[sdiy] newbie question Can a simple PIC16F628A be used as an audio filter trigger like a light organ

rsdio at audiobanshee.com rsdio at audiobanshee.com
Wed Feb 24 07:46:02 CET 2016


PULSIN measures the pulse width ratio of a digital square wave. It's not going to be of much use for a light organ unless you have analog circuits that can: 1) divide the audio into more than 3 bands, 2) convert each band into an envelope follower amplitude signal, 3) convert the amplitude signal into a PWM square wave that's proportional to the amplitude in each band, 4) use one PIC input pin that is assigned to a CCP module for each band (since the PIC16F628A only has one CCP module, you will need one PIC16 for each band), and 5) control LED outputs based on the amplitude in that band. There might be a way to combine steps 2 and 3 with some clever circuitry, but you still need to go from band-passed audio to PWM somehow. The PIC16 and PULSIN doesn't really help you very much, because you could go directly from step 2 to step 5 without the PIC16 and use less circuitry.

In contrast, if you had a dsPIC or some other DSP chip like one of the Texas Instruments parts, then you could pull in the audio as one signal on an ADC channel and then do all of the division into frequency bands within the processor and set several GPIO pins to control various LED channels. In other words, a single chip would work instead of a PIC16 for each band plus lots of analog circuitry.

Another detail is that you probably don't want 6 kHz, 7 kHz, and 8 kHz because those are all in the same octave. You probably want the frequencies to be spread out more and span an octave or more, like 40 Hz, 80 Hz, 160 Hz, 320 Hz, 640 Hz, 1.28 kHz, 2.56 kHz, 5.12 kHz and 10.24 kHz. That's a lot of analog band-pass circuits. On a DSP, you could simply do an FFT and then combine the appropriate bins to get log-spaced bands. You wouldn't even need to use much DSP power because you could run the audio at a rather low sample rate like one half and only sacrifice the top octave.

Don't get me wrong - PULSIN is very useful for some things. I'm just saying it probably isn't very useful for your project. If the signal is not a square wave, and if it has not been passed through a band pass filter, then the output of PULSIN will not be anything like what you need.

If we forget about PULSIN for a moment, I'd say that the PIC16F628A is not really powerful enough for audio processing. If you want to build a lot of analog circuits, then the PIC16 might be able to control your LED channels, provided there are enough inputs on the PIC. The PIC16F628A has no ADC module, and only two analog comparators, so it's rather limited even when you do build a lot of analog support. I guess it depends upon how much analog you want versus how much digital.

Brian


On Feb 23, 2016, at 9:33 PM, Rob <roomberg at ptd.net> wrote:
> I'm an electronic hobbyist. Nothing professional.... just playing here.
> The goal is to feed MP3 music to a light trigger circuit.
> Something like a light organ.
> But have a much finer granularity than a light organ that has low, mid and highs separation.
> I have PIC16F628A chips and PicBasicPro so I was thinking of using PULSIN to look for audio tones... real high stuff... around 6kHz ,7kHz and 8kHz.
> 
> I had been building audio band bass filters with op-amps when it occurred to me that PicBasic WILL listen for tones and assign a value to a variable. But I had not seen anything that resembled this circuit before.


*WORK ITEM*:
Because the entries hold pictures, reproduce only their words, exactly as written.

*DATASET EXCERPTS*:
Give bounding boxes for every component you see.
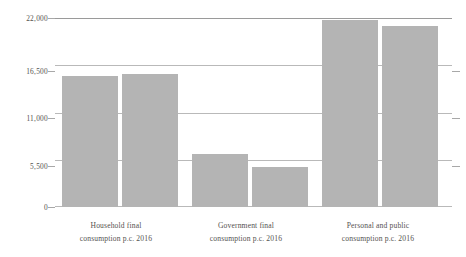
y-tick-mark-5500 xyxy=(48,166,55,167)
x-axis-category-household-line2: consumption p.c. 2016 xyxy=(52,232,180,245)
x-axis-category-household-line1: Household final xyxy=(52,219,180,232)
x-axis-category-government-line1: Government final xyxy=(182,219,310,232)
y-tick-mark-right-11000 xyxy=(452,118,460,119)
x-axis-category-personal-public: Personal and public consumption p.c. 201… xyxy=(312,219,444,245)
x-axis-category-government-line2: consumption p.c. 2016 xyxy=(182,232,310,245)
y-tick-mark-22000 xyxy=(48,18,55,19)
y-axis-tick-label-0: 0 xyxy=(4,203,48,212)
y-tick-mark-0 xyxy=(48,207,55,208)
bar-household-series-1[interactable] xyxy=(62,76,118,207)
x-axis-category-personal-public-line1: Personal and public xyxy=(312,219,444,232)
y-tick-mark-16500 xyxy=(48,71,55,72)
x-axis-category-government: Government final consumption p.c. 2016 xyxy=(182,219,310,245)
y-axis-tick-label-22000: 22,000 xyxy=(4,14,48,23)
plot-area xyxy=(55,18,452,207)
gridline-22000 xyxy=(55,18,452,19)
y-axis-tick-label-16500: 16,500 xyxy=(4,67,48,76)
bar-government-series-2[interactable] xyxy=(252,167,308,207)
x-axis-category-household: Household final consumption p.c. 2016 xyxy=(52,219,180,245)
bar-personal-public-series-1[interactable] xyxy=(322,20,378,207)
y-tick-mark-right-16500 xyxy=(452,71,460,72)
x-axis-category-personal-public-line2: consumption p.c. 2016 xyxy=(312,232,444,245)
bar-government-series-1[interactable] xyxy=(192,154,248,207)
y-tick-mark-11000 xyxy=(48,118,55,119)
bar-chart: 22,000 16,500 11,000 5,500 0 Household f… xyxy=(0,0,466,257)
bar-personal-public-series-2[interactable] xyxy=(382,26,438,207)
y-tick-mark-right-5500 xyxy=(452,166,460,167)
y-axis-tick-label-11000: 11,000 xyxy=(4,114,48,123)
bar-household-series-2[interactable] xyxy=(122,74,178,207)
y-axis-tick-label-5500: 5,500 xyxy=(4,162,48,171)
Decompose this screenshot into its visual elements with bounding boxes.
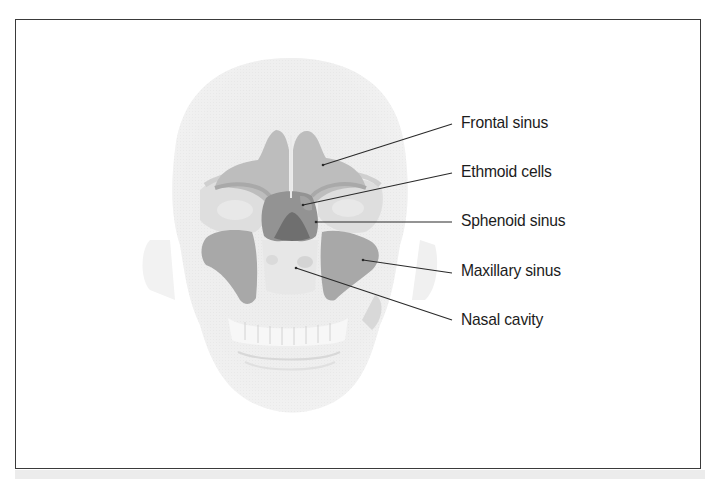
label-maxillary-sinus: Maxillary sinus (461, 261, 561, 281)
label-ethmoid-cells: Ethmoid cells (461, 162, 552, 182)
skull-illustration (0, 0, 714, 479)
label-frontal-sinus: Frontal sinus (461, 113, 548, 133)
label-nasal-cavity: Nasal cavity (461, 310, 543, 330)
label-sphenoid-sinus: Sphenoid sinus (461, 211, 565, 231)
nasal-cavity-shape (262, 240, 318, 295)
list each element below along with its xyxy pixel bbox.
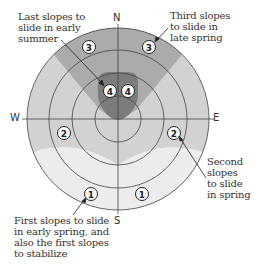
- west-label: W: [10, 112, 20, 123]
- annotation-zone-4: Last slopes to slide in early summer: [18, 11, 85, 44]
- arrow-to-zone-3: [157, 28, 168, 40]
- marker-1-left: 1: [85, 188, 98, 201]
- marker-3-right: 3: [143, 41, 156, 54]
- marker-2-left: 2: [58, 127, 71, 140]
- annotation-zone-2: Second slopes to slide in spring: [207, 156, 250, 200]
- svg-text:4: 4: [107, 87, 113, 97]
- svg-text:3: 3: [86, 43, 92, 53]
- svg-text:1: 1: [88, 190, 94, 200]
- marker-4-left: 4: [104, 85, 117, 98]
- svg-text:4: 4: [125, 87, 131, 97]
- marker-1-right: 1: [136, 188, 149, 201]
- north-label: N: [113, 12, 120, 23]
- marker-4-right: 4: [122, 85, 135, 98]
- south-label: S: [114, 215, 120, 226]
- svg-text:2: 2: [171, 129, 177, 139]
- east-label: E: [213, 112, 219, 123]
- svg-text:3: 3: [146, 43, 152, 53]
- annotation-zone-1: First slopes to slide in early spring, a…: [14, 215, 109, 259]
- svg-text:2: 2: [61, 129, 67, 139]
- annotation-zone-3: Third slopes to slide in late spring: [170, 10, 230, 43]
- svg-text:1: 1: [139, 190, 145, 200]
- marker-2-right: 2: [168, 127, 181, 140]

*EXERCISE OUTPUT*:
Give bounding boxes for every component you see.
y-tick-mark-5500 xyxy=(48,166,55,167)
x-axis-category-household-line2: consumption p.c. 2016 xyxy=(52,232,180,245)
x-axis-category-household-line1: Household final xyxy=(52,219,180,232)
x-axis-category-government-line1: Government final xyxy=(182,219,310,232)
y-tick-mark-right-11000 xyxy=(452,118,460,119)
x-axis-category-personal-public: Personal and public consumption p.c. 201… xyxy=(312,219,444,245)
x-axis-category-government-line2: consumption p.c. 2016 xyxy=(182,232,310,245)
y-tick-mark-22000 xyxy=(48,18,55,19)
y-axis-tick-label-0: 0 xyxy=(4,203,48,212)
y-tick-mark-0 xyxy=(48,207,55,208)
bar-household-series-1[interactable] xyxy=(62,76,118,207)
x-axis-category-personal-public-line1: Personal and public xyxy=(312,219,444,232)
y-tick-mark-16500 xyxy=(48,71,55,72)
x-axis-category-government: Government final consumption p.c. 2016 xyxy=(182,219,310,245)
y-axis-tick-label-22000: 22,000 xyxy=(4,14,48,23)
plot-area xyxy=(55,18,452,207)
gridline-22000 xyxy=(55,18,452,19)
y-axis-tick-label-16500: 16,500 xyxy=(4,67,48,76)
bar-government-series-2[interactable] xyxy=(252,167,308,207)
x-axis-category-household: Household final consumption p.c. 2016 xyxy=(52,219,180,245)
bar-personal-public-series-1[interactable] xyxy=(322,20,378,207)
y-tick-mark-right-16500 xyxy=(452,71,460,72)
x-axis-category-personal-public-line2: consumption p.c. 2016 xyxy=(312,232,444,245)
bar-government-series-1[interactable] xyxy=(192,154,248,207)
y-tick-mark-11000 xyxy=(48,118,55,119)
bar-chart: 22,000 16,500 11,000 5,500 0 Household f… xyxy=(0,0,466,257)
bar-personal-public-series-2[interactable] xyxy=(382,26,438,207)
y-tick-mark-right-5500 xyxy=(452,166,460,167)
y-axis-tick-label-11000: 11,000 xyxy=(4,114,48,123)
bar-household-series-2[interactable] xyxy=(122,74,178,207)
y-axis-tick-label-5500: 5,500 xyxy=(4,162,48,171)
Decompose this screenshot into its visual elements with bounding boxes.
label-maxillary-sinus: Maxillary sinus (461, 261, 561, 281)
label-ethmoid-cells: Ethmoid cells (461, 162, 552, 182)
skull-illustration (0, 0, 714, 479)
label-frontal-sinus: Frontal sinus (461, 113, 548, 133)
label-nasal-cavity: Nasal cavity (461, 310, 543, 330)
label-sphenoid-sinus: Sphenoid sinus (461, 211, 565, 231)
nasal-cavity-shape (262, 240, 318, 295)
list each element below along with its xyxy pixel bbox.
- west-label: W: [10, 112, 20, 123]
- annotation-zone-4: Last slopes to slide in early summer: [18, 11, 85, 44]
- arrow-to-zone-3: [157, 28, 168, 40]
- marker-1-left: 1: [85, 188, 98, 201]
- marker-3-right: 3: [143, 41, 156, 54]
- marker-2-left: 2: [58, 127, 71, 140]
- annotation-zone-2: Second slopes to slide in spring: [207, 156, 250, 200]
- svg-text:4: 4: [107, 87, 113, 97]
- svg-text:3: 3: [86, 43, 92, 53]
- svg-text:1: 1: [88, 190, 94, 200]
- marker-4-left: 4: [104, 85, 117, 98]
- svg-text:4: 4: [125, 87, 131, 97]
- marker-1-right: 1: [136, 188, 149, 201]
- north-label: N: [113, 12, 120, 23]
- marker-4-right: 4: [122, 85, 135, 98]
- south-label: S: [114, 215, 120, 226]
- svg-text:2: 2: [171, 129, 177, 139]
- east-label: E: [213, 112, 219, 123]
- svg-text:3: 3: [146, 43, 152, 53]
- annotation-zone-1: First slopes to slide in early spring, a…: [14, 215, 109, 259]
- svg-text:2: 2: [61, 129, 67, 139]
- annotation-zone-3: Third slopes to slide in late spring: [170, 10, 230, 43]
- svg-text:1: 1: [139, 190, 145, 200]
- marker-2-right: 2: [168, 127, 181, 140]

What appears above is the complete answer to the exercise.